Have you been fortunate enough to visit Vancouver Island's famed old-growth forests? If you've experienced even just a few of these special places, then you know that the old-growth forests of Vancouver Island are among the most spectacular landscapes to be found anywhere on Earth. Read this report and get informed how you can help in protecting these wonderful wild lands.

Vancouver Island - Protecting Paradise

Wilderness Committee Educational Report Vol.26 - No.01, Spring 2007

Big Stumps and Tree-Plantations are not the Solution

Until 1999 when it was logged, the Klaskish Valley was one of 7 remaining intact, primary valleys on Vancouver Island out of an original 89 such valleys. The adjacent East Creek was the sixth intact valley until 2003, when logging commenced there, too. Today there are only five intact, primary valleys on the Island.
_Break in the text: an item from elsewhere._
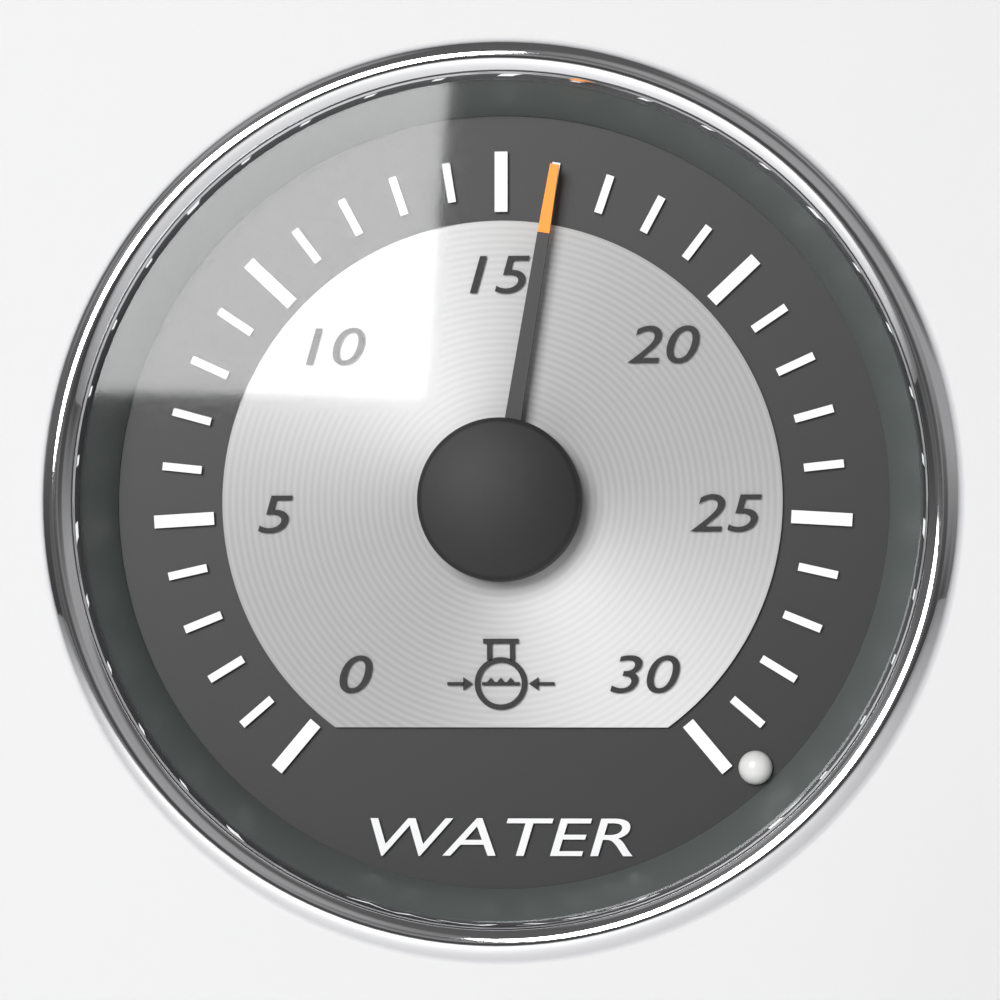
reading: 16 (no unit)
Second-growth tree plantations lack the old-growth dependent species, water conservation qualities, recreational attributes, and effectiveness at sequestering carbon dioxide to combat global warming.

Since 2001, almost 25 million cubic meters of raw logs have left BC for foreign mills – and with them, thousands of BC timber industry jobs. Conservationists and timber workers, such as those with the Save Our Valley Alliance in Port Alberni, are working together to ban raw log exports.